Automatic Differentiation - A Revisionist History and the State of the Art - AD meets SDG and PLT

3 248
23
Следующее
Популярные
227 дней – 1 6951:18
CCEdit results
Опубликовано 8 июля 2016, 0:23
Automatic Differentiation - A Revisionist History and the State of the Art (hour 1) AD meets SDG and PLT (hour 2)
Automatic Differentiation (aka Algorithmic Differentiation, aka Computational Differentiation, aka AD) is an established discipline concerning methods of transforming algorithmic processes (ie, computer programs) which calculate numeric functions to also calculate various derivatives of interest, and ways of using such methods. We begin with a discussion of the venerable history of the field, whose roots go back to the dawn of the computer age. There are various "modes" of automatic differentiation, and we will describe forward, reverse, and checkpoint-reverse modes in detail. We then turn our attention to existing systems, with a focus on those able to attain high performance, and the implementation techniques which allow this. These implementations have a variety of weaknesses and restrictions which, we will argue, have impeded the uptake of AD. We close with a benchmark comparing the fastest current systems with our own research prototype compiler based on principles discussed in Part Two. AD is generally cast as transforming first-order code which consumes and produces numeric arrays. We open with a laundry list of practical weaknesses of this standard formulation and standard implementation technologies. We proceed to a discussion of attempts to generalize AD: to make it apply to a wider class of procedures, to raise its semantic level, to increase its robustness, and to make it first-class. We sketch out links to Synthetic Differential Geometry and to Programming Language Theory, and summarize a few ways in which AD can be formalized. Refactoring of AD opens the possibility of using techniques being developed for efficient AD to serve other ends, such as security monitoring or probabilistic computation. We close with some case studies of ways in which general AD, combined with extremely aggressive compilation, can allow highly succinct and modular construction of complex adaptive systems. (Joint work with Jeffrey Mark Siskind.)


* **Required action**:
Scan the lines below for the word "upper". Copy each line you find it in.

* **Records to use**:
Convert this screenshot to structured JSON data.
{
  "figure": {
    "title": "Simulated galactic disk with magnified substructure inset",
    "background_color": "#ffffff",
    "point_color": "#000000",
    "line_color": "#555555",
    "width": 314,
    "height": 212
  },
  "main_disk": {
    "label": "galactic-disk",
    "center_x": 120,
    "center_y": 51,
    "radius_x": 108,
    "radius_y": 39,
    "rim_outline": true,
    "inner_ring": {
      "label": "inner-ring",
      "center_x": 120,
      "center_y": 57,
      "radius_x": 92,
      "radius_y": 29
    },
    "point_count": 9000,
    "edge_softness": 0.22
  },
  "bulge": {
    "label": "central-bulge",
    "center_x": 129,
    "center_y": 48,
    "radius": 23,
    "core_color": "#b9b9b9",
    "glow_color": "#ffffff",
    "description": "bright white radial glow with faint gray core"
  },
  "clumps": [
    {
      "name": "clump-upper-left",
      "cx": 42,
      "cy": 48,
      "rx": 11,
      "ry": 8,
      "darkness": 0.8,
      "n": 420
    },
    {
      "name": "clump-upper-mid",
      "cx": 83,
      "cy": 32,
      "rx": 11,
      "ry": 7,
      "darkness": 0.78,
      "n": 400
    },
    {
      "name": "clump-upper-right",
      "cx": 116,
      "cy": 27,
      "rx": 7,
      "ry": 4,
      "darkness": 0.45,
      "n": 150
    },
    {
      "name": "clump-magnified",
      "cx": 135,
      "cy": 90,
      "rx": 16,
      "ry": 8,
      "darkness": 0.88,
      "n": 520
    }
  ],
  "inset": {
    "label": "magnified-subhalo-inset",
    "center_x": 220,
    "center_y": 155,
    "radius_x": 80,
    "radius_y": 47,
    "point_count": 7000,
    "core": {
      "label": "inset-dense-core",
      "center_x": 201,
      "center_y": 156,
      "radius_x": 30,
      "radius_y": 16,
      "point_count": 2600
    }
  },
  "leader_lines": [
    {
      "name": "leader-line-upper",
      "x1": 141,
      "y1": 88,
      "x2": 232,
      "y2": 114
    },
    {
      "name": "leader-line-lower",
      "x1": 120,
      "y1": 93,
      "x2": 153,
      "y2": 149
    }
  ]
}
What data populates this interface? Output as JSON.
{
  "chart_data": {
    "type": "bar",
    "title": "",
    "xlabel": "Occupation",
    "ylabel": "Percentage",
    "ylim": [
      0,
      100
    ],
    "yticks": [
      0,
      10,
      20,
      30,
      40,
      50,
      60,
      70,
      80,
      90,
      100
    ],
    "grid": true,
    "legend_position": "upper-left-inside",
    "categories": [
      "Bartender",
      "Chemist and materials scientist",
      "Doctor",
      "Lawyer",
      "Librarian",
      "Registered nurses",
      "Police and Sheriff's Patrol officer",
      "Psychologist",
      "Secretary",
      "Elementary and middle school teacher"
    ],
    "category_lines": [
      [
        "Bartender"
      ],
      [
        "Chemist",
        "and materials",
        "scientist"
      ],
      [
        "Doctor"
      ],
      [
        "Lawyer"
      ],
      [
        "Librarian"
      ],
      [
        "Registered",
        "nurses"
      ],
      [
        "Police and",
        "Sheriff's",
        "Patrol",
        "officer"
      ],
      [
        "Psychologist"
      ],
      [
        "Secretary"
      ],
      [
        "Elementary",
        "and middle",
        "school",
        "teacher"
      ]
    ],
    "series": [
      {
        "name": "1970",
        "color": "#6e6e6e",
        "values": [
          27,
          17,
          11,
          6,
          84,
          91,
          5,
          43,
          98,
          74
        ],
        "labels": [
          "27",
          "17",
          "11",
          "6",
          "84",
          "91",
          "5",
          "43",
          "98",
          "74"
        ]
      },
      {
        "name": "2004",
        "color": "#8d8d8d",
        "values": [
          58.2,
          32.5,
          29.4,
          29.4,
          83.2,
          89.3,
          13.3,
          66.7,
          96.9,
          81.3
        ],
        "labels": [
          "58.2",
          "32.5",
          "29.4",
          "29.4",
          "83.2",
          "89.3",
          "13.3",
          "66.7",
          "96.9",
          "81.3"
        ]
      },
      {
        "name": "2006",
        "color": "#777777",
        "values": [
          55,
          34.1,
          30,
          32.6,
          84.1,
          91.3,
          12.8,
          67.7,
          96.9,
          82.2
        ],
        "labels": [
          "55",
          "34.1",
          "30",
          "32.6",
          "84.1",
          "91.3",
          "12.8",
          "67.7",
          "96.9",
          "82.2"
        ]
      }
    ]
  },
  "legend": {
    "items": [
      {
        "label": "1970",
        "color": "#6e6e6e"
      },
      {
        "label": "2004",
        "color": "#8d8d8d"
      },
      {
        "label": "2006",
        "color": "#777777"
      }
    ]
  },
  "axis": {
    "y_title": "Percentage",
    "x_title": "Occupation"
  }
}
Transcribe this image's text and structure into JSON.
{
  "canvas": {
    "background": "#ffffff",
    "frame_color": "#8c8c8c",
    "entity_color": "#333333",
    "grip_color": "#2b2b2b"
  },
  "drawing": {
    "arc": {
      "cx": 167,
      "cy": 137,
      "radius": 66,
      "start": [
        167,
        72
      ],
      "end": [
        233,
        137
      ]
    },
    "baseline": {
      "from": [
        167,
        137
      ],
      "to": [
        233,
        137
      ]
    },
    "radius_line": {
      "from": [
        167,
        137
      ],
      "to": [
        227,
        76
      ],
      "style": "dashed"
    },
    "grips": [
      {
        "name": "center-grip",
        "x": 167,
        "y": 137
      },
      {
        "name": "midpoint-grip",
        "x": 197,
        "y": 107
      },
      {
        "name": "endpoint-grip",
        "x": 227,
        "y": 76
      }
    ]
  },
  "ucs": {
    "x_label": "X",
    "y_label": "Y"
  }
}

* **Answer below**:
      "name": "clump-upper-left",
      "name": "clump-upper-mid",
      "name": "clump-upper-right",
      "name": "leader-line-upper",
    "legend_position": "upper-left-inside",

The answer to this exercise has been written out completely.